Jenkins

Jenkins Introduction

Jenkins Introduction

Jenkins is an open-source automation application written in Java that enables continuous integration. Jenkins builds and tests software projects, making it easier for developers to incorporate changes and users to obtain a new build. It also allows us to offer software continuously by integrating with a wide range of testing and deployment platforms.

Using pipelines, Jenkins provides a simple approach to build up a continuous integration or continuous delivery environment for practically any combination of languages and source code repositories and automate other normal development chores.

Organisations can use Jenkins to automate and speed up the software development process. Jenkins supports a wide range of development lifecycle processes, including build, document, test, package, stage, deploy static analysis, and much more.

Jenkins uses plugins to achieve CI (Continuous Integration). Plugins are used to enable the integration of different DevOps stages. If you want to integrate a certain tool, you must first install the tool's plugins. For instance, Maven 2 Project, HTML Publisher, GIT, Amazon EC2, and so on.

For example, if a company is developing a project, Jenkins will continuously test the project builds and show the errors in the initial stages of development.

Jenkins could perform the following steps, for example:

  • Use a build system such as Grade or Maven Apache to create a software build.
  • Run a shell script and save the build result
  • Conducting software tests

Continuous Integration is a development approach that requires developers to regularly integrate code into a shared repository. This notion was designed to eliminate the problem of discovering errors later in the build lifecycle. Continuous integration necessitates regular builds by developers. A build should be started whenever there is a code commit, according to standard procedure.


WORK INSTRUCTION. Every line below containing the word "Cumulative" should be found and copied.

Dataset rows about figures:
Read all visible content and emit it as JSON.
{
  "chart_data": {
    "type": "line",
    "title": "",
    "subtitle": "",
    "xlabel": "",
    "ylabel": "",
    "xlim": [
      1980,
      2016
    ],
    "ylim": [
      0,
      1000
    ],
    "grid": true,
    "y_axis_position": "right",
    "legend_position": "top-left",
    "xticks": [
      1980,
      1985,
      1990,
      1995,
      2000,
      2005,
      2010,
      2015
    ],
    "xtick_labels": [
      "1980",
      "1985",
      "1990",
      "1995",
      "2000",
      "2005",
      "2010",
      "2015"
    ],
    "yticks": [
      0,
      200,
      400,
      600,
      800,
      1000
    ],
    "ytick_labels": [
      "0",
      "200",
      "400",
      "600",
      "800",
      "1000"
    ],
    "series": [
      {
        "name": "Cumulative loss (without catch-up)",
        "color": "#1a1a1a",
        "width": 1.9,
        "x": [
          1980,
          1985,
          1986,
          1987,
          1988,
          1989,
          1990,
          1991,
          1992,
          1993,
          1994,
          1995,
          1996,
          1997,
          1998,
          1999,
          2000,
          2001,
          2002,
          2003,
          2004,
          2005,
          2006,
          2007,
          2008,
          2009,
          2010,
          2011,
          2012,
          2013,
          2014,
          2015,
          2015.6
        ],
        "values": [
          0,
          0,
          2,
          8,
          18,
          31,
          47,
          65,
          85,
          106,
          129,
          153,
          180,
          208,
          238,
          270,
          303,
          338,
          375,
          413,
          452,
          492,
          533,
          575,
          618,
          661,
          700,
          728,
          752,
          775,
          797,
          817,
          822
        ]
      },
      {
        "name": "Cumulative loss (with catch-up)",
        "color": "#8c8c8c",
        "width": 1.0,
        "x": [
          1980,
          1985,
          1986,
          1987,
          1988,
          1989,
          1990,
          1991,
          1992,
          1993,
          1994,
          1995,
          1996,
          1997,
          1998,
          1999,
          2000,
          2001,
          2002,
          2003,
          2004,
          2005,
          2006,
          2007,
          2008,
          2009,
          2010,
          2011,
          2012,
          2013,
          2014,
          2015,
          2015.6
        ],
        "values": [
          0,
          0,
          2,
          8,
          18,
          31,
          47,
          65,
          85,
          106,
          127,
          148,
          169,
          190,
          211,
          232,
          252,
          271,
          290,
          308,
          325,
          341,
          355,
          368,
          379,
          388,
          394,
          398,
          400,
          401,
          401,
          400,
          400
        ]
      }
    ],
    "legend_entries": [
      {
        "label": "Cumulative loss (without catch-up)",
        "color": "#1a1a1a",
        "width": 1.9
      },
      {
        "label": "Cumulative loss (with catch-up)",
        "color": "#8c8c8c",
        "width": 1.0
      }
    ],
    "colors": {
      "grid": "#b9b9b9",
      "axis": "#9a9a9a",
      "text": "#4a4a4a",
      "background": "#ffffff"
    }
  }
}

RESPONSE BELOW.
        "name": "Cumulative loss (without catch-up)",
        "name": "Cumulative loss (with catch-up)",
        "label": "Cumulative loss (without catch-up)",
        "label": "Cumulative loss (with catch-up)",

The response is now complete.